Mbeki Visits Merck, Calls Vaccine Work ‘Encouraging’
South African President Thabo Mbeki yesterday visited a Merck & Co. research and manufacturing facility outside of Philadelphia, where he met with Merck Chair Raymond Gilmartin, who informed him of the company's progress on an HIV vaccine, the Associated Press reports. Mbeki called the research an "extraordinary movement forward" in the fight against HIV/AIDS. "Everybody is grappling with this issue, what do we do about AIDS," he said. "What Merck is saying to us .. is that (scientists) are working on a vaccine which would have an impact on the immune system, that the immune system is then able to fight the virus. I think that is really a major breakthrough," he added. Gilmartin said because of the "uncertainty of the drug-discovery process," more research is needed before scientists can predict when a vaccine would possibly be ready (Bergstrom, Associated Press, 6/27).
National Press Club Appearance
After his hour-long visit to Merck, Mbeki returned to Washington, D.C., where he had met on Tuesday with President Bush to discuss plans for Southern Africa's economic future, to address a National Press Club luncheon about the African economic recovery plan and how South Africa plans to deal with the AIDS epidemic. Mbeki's visit to the United States coincided with the U.N. General Assembly's special session on HIV/AIDS, but he did not attend the conference in New York. He explained that the U.N. assembly was a "ministerial" conference and that the South African delegation attending the meetings deals with HIV/AIDS on a
day-to-day basis. "What the ministers said at the U.N. AIDS conference is no different from what I would have said," he added. He also noted that he had not yet arrived in the United States when the South African delegation spoke at the conference. Addressing a question about his previous statements doubting whether HIV causes AIDS, Mbeki said his views on the causal link between HIV and AIDS had been distorted by "misreporting." He told the gathering that immune deficiency can be caused by a "variety of things," including malnutrition and contaminated water, "not just a virus." He said he has lobbied for the government to take a "comprehensive approach" to AIDS to "address [the] condition of human beings," which cannot be addressed "merely with drugs and medicine." When asked if he now believed HIV causes AIDS he said that he did not think his "personal belief" was "relevant to scientific fact" and added that acknowledging HIV as the only cause of immune deficiency is a "difficult position to sustain."
Drug Access
The South African government has declined to provide antiretroviral therapy for HIV/AIDS patients, even after settling the lawsuit brought by the world's major pharmaceutical companies against the country's Medicines and Related Substances Act, which allows the government to import or manufacture generic medications. Mbeki said that the government is "very concerned" about drug access, particularly for the bulk of the population that is "very poor," but when asked whether the government will pursue the use of cheaper generic drugs he said that infrastructure and oversight of the therapy was needed first. He added that when the drug companies agreed to drop the lawsuit, they also pledged to aid the country's medical system in overseeing drug distribution and monitoring (Heather Schomann, Kaiser Daily HIV/AIDS Report, 6/28). South African AIDS activists announced earlier this week that they plan to file suit against the government for not providing pregnant HIV-positive women with drugs that can reduce the odds of vertical transmission (Warner, Philadelphia Inquirer, 6/28).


Your goal: Scan the records for "Period". Report each line that includes it.

Top of Records for this exercise

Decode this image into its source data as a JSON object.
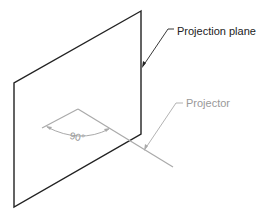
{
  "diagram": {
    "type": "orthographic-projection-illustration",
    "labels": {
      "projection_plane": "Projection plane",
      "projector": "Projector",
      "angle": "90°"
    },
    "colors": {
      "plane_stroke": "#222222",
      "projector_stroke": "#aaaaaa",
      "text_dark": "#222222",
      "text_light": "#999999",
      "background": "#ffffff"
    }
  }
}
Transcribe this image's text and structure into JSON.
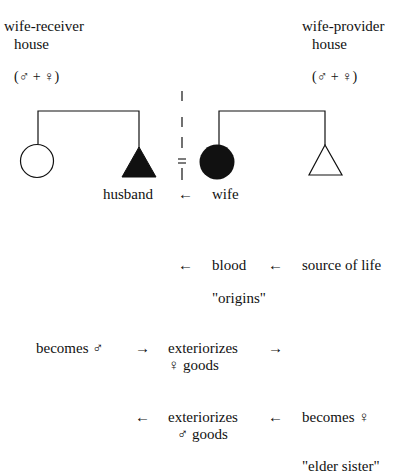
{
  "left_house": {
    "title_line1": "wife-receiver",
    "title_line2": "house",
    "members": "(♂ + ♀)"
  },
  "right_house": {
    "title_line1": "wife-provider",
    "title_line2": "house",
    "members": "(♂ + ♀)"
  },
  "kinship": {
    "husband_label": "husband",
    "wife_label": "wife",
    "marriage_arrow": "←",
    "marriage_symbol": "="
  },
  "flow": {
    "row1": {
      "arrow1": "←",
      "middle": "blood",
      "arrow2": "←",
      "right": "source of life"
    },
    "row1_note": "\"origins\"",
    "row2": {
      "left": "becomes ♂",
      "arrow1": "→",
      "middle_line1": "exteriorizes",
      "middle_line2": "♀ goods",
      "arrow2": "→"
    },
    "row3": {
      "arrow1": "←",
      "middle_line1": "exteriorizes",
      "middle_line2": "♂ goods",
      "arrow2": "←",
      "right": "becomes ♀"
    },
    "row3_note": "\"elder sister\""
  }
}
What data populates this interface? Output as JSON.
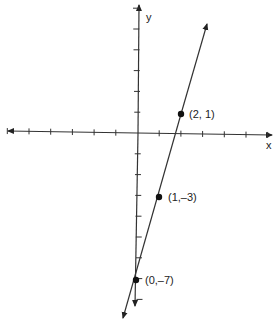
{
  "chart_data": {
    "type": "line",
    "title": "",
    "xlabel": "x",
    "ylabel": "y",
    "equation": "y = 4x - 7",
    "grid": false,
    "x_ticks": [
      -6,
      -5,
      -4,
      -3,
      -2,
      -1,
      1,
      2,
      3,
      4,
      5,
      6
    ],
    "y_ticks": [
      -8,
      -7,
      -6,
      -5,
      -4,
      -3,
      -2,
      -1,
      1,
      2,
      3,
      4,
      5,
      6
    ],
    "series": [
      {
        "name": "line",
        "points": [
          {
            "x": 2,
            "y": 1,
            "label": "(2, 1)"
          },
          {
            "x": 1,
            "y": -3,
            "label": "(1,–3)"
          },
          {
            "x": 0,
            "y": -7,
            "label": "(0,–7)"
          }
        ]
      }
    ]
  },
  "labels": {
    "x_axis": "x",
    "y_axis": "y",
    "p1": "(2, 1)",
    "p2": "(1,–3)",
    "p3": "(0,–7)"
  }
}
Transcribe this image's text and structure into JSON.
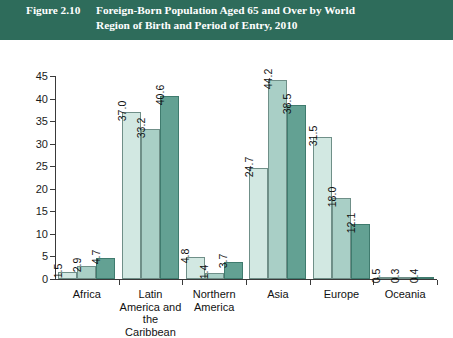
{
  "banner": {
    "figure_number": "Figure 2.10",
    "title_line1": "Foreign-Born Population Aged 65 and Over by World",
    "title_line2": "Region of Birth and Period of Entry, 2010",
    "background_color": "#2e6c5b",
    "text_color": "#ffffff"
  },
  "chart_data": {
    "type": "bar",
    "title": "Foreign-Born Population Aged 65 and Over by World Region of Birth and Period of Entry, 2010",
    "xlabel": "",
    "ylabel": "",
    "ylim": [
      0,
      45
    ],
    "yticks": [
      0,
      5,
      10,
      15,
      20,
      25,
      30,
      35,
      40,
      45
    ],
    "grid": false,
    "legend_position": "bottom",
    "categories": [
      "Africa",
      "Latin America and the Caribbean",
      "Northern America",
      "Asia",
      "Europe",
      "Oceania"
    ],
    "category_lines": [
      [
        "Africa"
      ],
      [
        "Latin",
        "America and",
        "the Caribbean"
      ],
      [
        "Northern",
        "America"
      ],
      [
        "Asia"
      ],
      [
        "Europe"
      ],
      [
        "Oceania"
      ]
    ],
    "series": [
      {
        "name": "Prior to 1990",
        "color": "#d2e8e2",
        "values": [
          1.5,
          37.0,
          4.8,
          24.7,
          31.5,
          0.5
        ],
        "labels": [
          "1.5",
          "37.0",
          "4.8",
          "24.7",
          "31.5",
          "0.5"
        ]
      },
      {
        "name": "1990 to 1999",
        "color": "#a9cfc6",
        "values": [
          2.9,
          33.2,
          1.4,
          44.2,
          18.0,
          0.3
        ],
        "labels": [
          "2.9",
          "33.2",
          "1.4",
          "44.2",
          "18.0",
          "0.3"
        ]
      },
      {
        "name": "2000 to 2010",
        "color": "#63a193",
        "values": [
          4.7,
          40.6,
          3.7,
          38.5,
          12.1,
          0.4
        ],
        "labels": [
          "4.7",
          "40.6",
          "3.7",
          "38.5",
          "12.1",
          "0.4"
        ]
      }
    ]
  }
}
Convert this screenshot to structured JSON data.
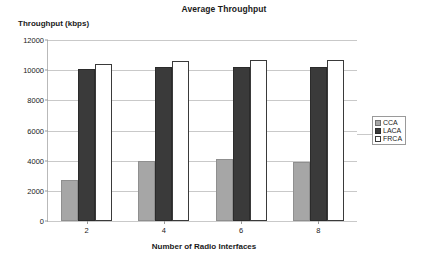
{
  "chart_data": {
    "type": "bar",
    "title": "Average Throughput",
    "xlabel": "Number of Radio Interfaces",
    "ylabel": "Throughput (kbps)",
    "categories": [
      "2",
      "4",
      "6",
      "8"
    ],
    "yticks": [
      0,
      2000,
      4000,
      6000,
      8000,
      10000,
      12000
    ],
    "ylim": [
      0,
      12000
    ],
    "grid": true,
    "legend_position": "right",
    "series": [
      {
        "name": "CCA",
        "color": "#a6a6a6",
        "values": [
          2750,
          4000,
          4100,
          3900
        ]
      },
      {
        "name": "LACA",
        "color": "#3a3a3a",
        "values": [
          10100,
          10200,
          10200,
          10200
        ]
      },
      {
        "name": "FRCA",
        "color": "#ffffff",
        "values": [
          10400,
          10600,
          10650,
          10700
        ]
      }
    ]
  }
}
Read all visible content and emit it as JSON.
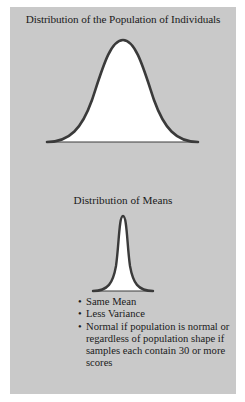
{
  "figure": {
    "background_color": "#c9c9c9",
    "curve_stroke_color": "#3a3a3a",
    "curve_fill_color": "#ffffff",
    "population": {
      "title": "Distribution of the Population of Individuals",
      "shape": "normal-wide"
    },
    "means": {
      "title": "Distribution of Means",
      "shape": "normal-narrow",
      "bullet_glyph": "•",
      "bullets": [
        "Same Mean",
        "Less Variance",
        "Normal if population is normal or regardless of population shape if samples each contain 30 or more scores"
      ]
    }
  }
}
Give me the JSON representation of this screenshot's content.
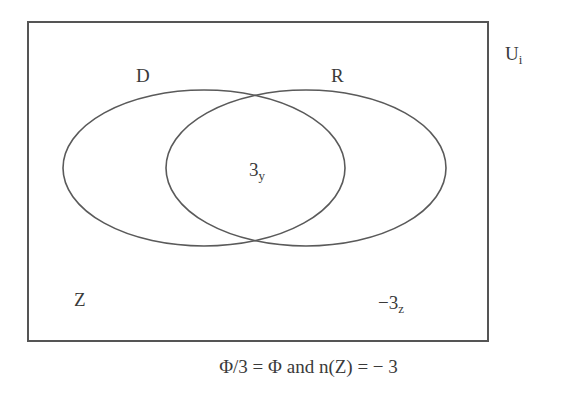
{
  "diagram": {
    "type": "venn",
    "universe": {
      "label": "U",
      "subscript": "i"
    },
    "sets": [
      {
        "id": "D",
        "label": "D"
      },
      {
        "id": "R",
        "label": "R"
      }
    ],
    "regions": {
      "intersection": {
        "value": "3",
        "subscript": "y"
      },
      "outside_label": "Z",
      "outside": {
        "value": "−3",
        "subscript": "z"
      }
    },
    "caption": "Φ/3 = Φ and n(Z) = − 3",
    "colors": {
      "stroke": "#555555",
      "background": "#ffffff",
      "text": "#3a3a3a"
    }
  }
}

Bottom of Records for this exercise
Top of Records for this exercise

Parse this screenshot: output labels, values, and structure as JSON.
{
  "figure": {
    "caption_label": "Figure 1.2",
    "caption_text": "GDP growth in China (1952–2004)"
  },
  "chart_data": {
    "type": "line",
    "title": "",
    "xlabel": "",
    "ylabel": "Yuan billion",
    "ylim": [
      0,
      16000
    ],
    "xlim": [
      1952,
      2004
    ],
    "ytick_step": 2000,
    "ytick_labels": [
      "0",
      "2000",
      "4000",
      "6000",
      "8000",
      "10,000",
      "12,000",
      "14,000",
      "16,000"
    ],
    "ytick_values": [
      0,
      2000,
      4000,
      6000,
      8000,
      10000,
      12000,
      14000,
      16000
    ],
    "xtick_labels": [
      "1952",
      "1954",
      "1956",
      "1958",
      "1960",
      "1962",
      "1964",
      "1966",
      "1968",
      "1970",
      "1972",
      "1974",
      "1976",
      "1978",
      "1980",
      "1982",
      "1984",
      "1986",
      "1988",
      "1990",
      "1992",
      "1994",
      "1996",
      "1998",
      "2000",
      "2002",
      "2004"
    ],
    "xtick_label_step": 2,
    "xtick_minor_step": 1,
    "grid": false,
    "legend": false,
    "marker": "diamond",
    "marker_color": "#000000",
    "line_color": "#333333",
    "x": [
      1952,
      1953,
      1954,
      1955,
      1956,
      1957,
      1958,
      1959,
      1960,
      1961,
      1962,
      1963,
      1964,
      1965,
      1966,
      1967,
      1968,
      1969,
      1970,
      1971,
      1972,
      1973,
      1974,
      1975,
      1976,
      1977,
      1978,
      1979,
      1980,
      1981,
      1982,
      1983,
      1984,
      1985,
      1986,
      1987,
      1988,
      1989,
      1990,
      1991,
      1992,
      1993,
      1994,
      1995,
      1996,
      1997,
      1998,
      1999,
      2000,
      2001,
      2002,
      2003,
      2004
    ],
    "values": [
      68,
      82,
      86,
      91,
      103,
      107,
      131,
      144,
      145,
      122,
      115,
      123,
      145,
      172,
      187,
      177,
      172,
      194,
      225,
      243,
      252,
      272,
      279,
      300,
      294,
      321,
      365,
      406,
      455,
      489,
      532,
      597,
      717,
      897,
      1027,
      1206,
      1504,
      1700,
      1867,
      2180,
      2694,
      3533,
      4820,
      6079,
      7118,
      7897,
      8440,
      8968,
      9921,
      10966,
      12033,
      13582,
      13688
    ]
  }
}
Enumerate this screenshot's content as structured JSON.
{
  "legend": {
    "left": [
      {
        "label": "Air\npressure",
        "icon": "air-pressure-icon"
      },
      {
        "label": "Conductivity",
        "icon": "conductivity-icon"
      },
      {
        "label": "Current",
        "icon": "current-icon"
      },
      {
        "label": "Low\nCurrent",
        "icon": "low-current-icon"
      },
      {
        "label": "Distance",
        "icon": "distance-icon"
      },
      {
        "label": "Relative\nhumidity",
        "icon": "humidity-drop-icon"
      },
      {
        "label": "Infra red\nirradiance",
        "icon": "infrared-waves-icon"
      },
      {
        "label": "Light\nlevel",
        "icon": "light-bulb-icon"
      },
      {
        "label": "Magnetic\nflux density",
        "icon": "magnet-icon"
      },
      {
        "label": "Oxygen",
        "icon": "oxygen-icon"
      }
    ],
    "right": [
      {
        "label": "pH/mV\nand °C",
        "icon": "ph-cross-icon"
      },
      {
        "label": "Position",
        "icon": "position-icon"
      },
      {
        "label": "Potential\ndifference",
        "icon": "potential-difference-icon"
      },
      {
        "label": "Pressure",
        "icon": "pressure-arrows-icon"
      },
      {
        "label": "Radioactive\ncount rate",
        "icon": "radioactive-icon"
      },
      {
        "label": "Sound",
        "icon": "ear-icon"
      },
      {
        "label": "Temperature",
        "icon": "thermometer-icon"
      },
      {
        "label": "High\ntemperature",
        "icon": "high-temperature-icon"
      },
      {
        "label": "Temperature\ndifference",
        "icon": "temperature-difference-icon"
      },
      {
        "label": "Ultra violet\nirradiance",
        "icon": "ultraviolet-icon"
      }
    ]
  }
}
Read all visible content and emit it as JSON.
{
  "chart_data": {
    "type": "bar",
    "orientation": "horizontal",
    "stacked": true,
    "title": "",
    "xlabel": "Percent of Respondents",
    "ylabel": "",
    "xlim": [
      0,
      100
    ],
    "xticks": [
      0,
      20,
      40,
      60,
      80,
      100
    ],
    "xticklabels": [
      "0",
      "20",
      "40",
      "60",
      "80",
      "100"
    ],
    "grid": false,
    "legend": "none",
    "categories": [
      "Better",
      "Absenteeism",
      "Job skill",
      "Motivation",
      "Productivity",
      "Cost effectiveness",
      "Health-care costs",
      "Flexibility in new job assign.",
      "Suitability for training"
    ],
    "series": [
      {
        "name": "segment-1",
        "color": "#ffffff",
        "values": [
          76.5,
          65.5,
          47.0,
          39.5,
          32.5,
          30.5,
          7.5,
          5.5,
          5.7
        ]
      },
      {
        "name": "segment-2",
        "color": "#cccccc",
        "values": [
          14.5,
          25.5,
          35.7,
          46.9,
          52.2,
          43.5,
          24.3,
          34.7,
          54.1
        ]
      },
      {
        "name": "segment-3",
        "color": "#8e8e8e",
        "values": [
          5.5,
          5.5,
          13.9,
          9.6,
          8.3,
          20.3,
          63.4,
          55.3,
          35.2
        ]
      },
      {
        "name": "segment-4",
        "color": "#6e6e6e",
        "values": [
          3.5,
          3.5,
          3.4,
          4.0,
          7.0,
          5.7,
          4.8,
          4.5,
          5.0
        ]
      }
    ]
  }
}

Bottom of Records for this exercise

Answer to this problem:
    "title_line2": "Region of Birth and Period of Entry, 2010",
    "title": "Foreign-Born Population Aged 65 and Over by World Region of Birth and Period of Entry, 2010",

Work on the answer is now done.